Corporate Control in Animal Science Research
Corporate agribusinesses depend on favorable science to gain regulatory approval or market acceptance of products such as new animal drugs, and they depend on academic journals to deliver this science. To secure favorable scientific reviews, industry groups play an enormous role in the production of scientific literature, authoring journal articles, funding academic research and also serving as editors, sponsors or directors of scientific journals where much of their research is published.

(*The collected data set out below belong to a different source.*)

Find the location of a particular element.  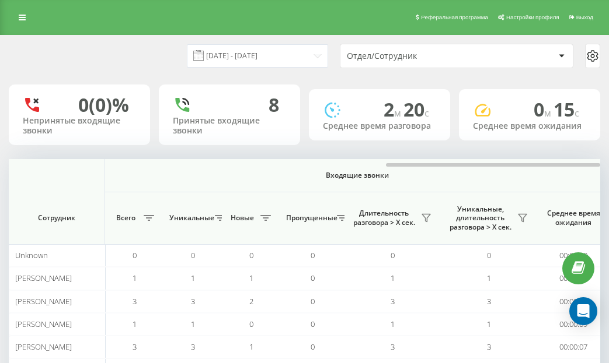

span: Пропущенные is located at coordinates (309, 218).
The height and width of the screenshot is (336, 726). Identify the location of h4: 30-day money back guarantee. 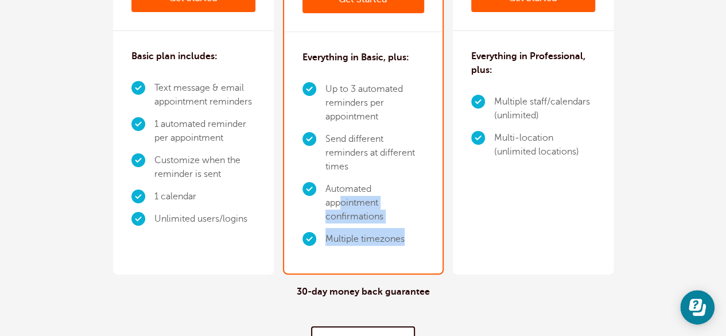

Deep-pocketed corporations often have no counterpoint in the scientific literature. No group of scientists or science funders is, for example, aggressively investigating the safety or efficacy of new animal drugs, or examining alternatives. The influence that industry now wields over every aspect of the scientific discourse has allowed companies to commercialize potentially unsafe animal drugs with virtually no independent scrutiny.
Key Findings
An analysis by Food & Water Watch of several controversial drugs used in food animal production reveals:
- When the growth-promoter Zilmax was removed from the marketplace in 2013 due to animal safety concerns, there had been virtually no independent, peer-reviewed studies into the safety of the drug for cattle. Most of the available research examined commercial dimensions of Zilmax, such as the drug’s impact on beef qualify, and more than three-quarters of the studies were authored and/or funded by industry groups, almost all of which were published in scientific journals sponsored and edited by industry groups.
- A top destination for peer-reviewed studies authored and funded by animal science companies are the high-profile journals published by the Federation of Animal Science Societies, where corporate agribusinesses act as sponsors, directors, editors and frequent authors.

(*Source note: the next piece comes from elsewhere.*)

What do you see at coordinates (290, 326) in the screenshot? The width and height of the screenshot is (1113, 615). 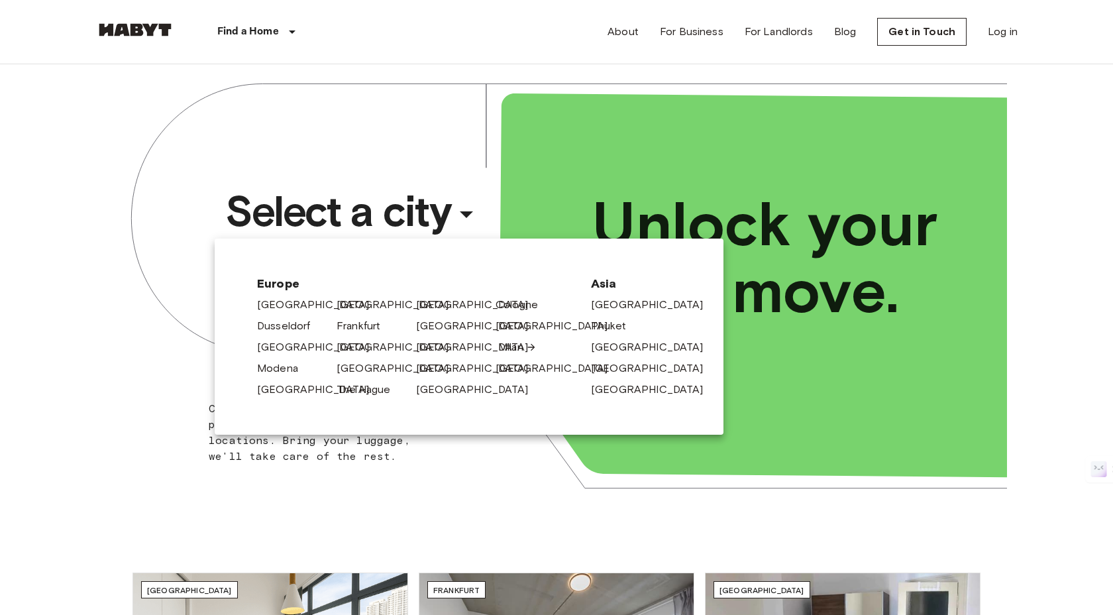 I see `a: Dusseldorf` at bounding box center [290, 326].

- Many academic journals have failed to establish or enforce rules requiring scientists to publicly disclose financial conflicts of interest, which has allowed deeply conflicted research to distort the scientific discourse.
Recommendations
To address the outsized corporate influence over animal science research, Food & Water Watch recommends:
- Congress should instruct the Food and Drug Administration (FDA) to dramatically revamp its animal drug approval process to be based primarily on independent science, instead of depending entirely on research furnished by drug sponsors.
- Congress should also instruct the FDA to issue a ban on the use of all beta-agonists, including Zilmax, given the evidence of animal welfare issues.
- Every agricultural journal should require authors to publicly disclose all of their research funding sources and all financial ties that authors have to the industry.
- Every agricultural journal should publish the full names and affiliations of all editors and advisors that it utilizes.